The Bible begins with the story of creation and the making of man. Although the Bible often lists the generations of men from the creation of Adam (Chron 1:1, Lk 4:38), the history of salvation, in the most proper sense, begins with Abraham, the forefather of Israel and the first ancestor of Christ, “according to the flesh.”
The story of creation, and specifically of Adam and Eve, gives the divine revelation about the absolute sovereignty of God over all of creation. It tells of the goodness of all things that exist, and the superiority of man over other beings. It shows how the origin of evil does not lie in God but in His most perfect creature whose free act of sin brought wickedness and death to the world.
The chapters of Genesis 1-11 are called the “prehistory” of salvation because with little exception, such as that of the righteous Noah, these chapters are almost exclusively the record of sin. They begin with man’s original rebellion against God, and tell of the first act of man’s children as being brotherly murder. They record God’s sadness in creating the world when He “saw that the wickedness of man was great in the earth, and that every imagination of his heart was only evil continually,” and that the earth was “corrupt…‘filled with violence… for all flesh had corrupted their way upon the earth” (Gen 6:5-12). They end with the symbolic account of the ultimate impudence of men who sought “to make a name for themselves” by building “a tower with its top in the heavens” (Gen 11:4). Through the story of the tower of Babel is shown the prideful arrogance of man which results in the division of the nations and the scattering of men “over the face of all the earth” (Gen 11:9).
The pre-history of salvation, the story of sin, is the original counter-symbol of salvation in Christ. The events of these first chapters of the Bible, before the calling of Abraham, find their proper interpretation in the saving events of the coming of Christ and the Holy Spirit in the new and final covenant of God with His People.
Christ is the True Adam. The original Adam was merely “a type of him who was to come” (Rom 5:14).
For as in Adam all die, so also in Christ shall all be made alive. Thus it is written, “The first man Adam became a living soul;” the last Adam [Christ] became a life-giving spirit. But it is not the spiritual which is first but the physical, and then the spiritual. The first man was from the earth, a man of dust; the second man is from heaven. As was the man of dust, so are those who are of the dust; and as is the man of heaven, so are those who are of heaven. Just as we have borne the image of the man of dust, we shall also bear the image of the man of heaven (1 Cor 15:21-22, 45-49).
The word Adam in Hebrew comes from “adamah” which means earth. The word Christ, in Hebrew, Messiah, means the “anointed” of God. As Christ is the new Adam, so His mother Mary is the new Eve, for she is the true “mother of all living,” which is the meaning of the name given to the original “helper” of man (Gen 3:20). The biblical symbolism continues with the Church of Christ being the true “ark of salvation” in which “every living thing” is saved (Gen 6:14, 1 Pet 3:20-22). And the events of Pentecost reverse the tragedy of Babel, when through the descent of the Holy Spirit upon the Church of Christ, all national divisions are overcome and all men “from over the face of all the earth” are brought into unity by God in Christ.
Thus the pre-history of man’s sin is the counter-symbol of his righteousness in God which is realized in Christ, the “child of Abraham” in whose children all of the families of the earth are blessed by God (Gen 12:3).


[ACTIVITY]
Make an exact copy of all the records.

:: SOURCE MATERIAL ::

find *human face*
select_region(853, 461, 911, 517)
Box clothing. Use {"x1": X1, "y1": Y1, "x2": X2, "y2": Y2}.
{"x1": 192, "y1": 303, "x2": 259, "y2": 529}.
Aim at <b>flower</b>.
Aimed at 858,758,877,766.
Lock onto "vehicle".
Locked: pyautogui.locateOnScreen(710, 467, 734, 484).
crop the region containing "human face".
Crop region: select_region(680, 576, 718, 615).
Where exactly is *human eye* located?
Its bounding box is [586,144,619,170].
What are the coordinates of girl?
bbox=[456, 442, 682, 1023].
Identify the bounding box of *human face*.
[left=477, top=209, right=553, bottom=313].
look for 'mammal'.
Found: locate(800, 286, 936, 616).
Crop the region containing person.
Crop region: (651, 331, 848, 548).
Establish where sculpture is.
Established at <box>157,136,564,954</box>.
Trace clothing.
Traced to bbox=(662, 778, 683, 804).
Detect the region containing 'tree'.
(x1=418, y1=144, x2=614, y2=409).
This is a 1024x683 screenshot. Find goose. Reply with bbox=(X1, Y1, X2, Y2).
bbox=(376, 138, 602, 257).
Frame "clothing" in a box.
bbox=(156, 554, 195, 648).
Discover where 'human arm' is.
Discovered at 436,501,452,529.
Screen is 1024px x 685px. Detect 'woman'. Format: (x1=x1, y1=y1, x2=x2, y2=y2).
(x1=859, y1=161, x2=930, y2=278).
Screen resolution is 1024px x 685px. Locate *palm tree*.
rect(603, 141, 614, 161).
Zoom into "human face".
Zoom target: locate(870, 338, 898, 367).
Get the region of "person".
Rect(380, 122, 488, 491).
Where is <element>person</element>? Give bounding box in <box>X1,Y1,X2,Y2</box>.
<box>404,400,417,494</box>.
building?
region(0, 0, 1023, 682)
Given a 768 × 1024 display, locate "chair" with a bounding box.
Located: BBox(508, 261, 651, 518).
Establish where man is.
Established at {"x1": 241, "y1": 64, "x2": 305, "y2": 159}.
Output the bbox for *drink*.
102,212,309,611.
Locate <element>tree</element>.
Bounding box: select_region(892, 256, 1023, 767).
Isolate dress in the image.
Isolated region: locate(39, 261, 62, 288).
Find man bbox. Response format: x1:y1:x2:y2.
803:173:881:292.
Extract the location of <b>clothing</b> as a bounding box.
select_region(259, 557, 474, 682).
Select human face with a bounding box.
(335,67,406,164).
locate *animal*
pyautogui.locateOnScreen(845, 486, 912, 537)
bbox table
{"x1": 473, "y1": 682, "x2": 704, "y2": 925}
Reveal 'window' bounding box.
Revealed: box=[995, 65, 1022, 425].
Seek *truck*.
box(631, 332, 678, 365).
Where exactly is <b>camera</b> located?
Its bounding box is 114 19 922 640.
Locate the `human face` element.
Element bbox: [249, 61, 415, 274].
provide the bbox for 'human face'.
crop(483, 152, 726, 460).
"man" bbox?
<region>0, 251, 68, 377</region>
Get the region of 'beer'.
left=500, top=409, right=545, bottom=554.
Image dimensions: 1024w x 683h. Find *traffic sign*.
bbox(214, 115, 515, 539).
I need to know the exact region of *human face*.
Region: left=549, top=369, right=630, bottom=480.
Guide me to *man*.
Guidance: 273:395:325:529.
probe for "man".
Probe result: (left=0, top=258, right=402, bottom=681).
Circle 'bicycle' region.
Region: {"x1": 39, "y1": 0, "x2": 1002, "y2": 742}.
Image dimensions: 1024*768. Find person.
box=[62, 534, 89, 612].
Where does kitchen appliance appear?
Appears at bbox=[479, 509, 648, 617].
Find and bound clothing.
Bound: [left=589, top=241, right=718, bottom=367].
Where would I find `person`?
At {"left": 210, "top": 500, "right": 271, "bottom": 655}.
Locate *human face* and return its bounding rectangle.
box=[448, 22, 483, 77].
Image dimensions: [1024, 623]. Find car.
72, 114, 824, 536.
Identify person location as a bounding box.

:::

[SOLUTION FOR THIS EXERCISE]
find *human face*
select_region(853, 461, 911, 517)
Box clothing. Use {"x1": X1, "y1": Y1, "x2": X2, "y2": Y2}.
{"x1": 192, "y1": 303, "x2": 259, "y2": 529}.
Aim at <b>flower</b>.
Aimed at 858,758,877,766.
Lock onto "vehicle".
Locked: pyautogui.locateOnScreen(710, 467, 734, 484).
crop the region containing "human face".
Crop region: select_region(680, 576, 718, 615).
Where exactly is *human eye* located?
Its bounding box is [586,144,619,170].
What are the coordinates of girl?
bbox=[456, 442, 682, 1023].
Identify the bounding box of *human face*.
[left=477, top=209, right=553, bottom=313].
look for 'mammal'.
Found: locate(800, 286, 936, 616).
Crop the region containing person.
Crop region: (651, 331, 848, 548).
Establish where sculpture is.
Established at <box>157,136,564,954</box>.
Trace clothing.
Traced to bbox=(662, 778, 683, 804).
Detect the region containing 'tree'.
(x1=418, y1=144, x2=614, y2=409).
This is a 1024x683 screenshot. Find goose. Reply with bbox=(X1, Y1, X2, Y2).
bbox=(376, 138, 602, 257).
Frame "clothing" in a box.
bbox=(156, 554, 195, 648).
Discover where 'human arm' is.
Discovered at 436,501,452,529.
Screen is 1024px x 685px. Detect 'woman'. Format: (x1=x1, y1=y1, x2=x2, y2=y2).
(x1=859, y1=161, x2=930, y2=278).
Screen resolution is 1024px x 685px. Locate *palm tree*.
rect(603, 141, 614, 161).
Zoom into "human face".
Zoom target: locate(870, 338, 898, 367).
Get the region of "person".
Rect(380, 122, 488, 491).
Where is <element>person</element>? Give bounding box in <box>X1,Y1,X2,Y2</box>.
<box>404,400,417,494</box>.
building?
region(0, 0, 1023, 682)
Given a 768 × 1024 display, locate "chair" with a bounding box.
Located: BBox(508, 261, 651, 518).
Establish where man is.
Established at {"x1": 241, "y1": 64, "x2": 305, "y2": 159}.
Output the bbox for *drink*.
102,212,309,611.
Locate <element>tree</element>.
Bounding box: select_region(892, 256, 1023, 767).
Isolate dress in the image.
Isolated region: locate(39, 261, 62, 288).
Find man bbox. Response format: x1:y1:x2:y2.
803:173:881:292.
Extract the location of <b>clothing</b> as a bounding box.
select_region(259, 557, 474, 682).
Select human face with a bounding box.
(335,67,406,164).
locate *animal*
pyautogui.locateOnScreen(845, 486, 912, 537)
bbox table
{"x1": 473, "y1": 682, "x2": 704, "y2": 925}
Reveal 'window' bounding box.
Revealed: box=[995, 65, 1022, 425].
Seek *truck*.
box(631, 332, 678, 365).
Where exactly is <b>camera</b> located?
Its bounding box is 114 19 922 640.
Locate the `human face` element.
Element bbox: [249, 61, 415, 274].
provide the bbox for 'human face'.
crop(483, 152, 726, 460).
"man" bbox?
<region>0, 251, 68, 377</region>
Get the region of 'beer'.
left=500, top=409, right=545, bottom=554.
Image dimensions: 1024w x 683h. Find *traffic sign*.
bbox(214, 115, 515, 539).
I need to know the exact region of *human face*.
Region: left=549, top=369, right=630, bottom=480.
Guide me to *man*.
Guidance: 273:395:325:529.
probe for "man".
Probe result: (left=0, top=258, right=402, bottom=681).
Circle 'bicycle' region.
Region: {"x1": 39, "y1": 0, "x2": 1002, "y2": 742}.
Image dimensions: 1024*768. Find person.
box=[62, 534, 89, 612].
Where does kitchen appliance appear?
Appears at bbox=[479, 509, 648, 617].
Find and bound clothing.
Bound: [left=589, top=241, right=718, bottom=367].
Where would I find `person`?
At {"left": 210, "top": 500, "right": 271, "bottom": 655}.
Locate *human face* and return its bounding rectangle.
box=[448, 22, 483, 77].
Image dimensions: [1024, 623]. Find car.
72, 114, 824, 536.
Identify person location as a bounding box.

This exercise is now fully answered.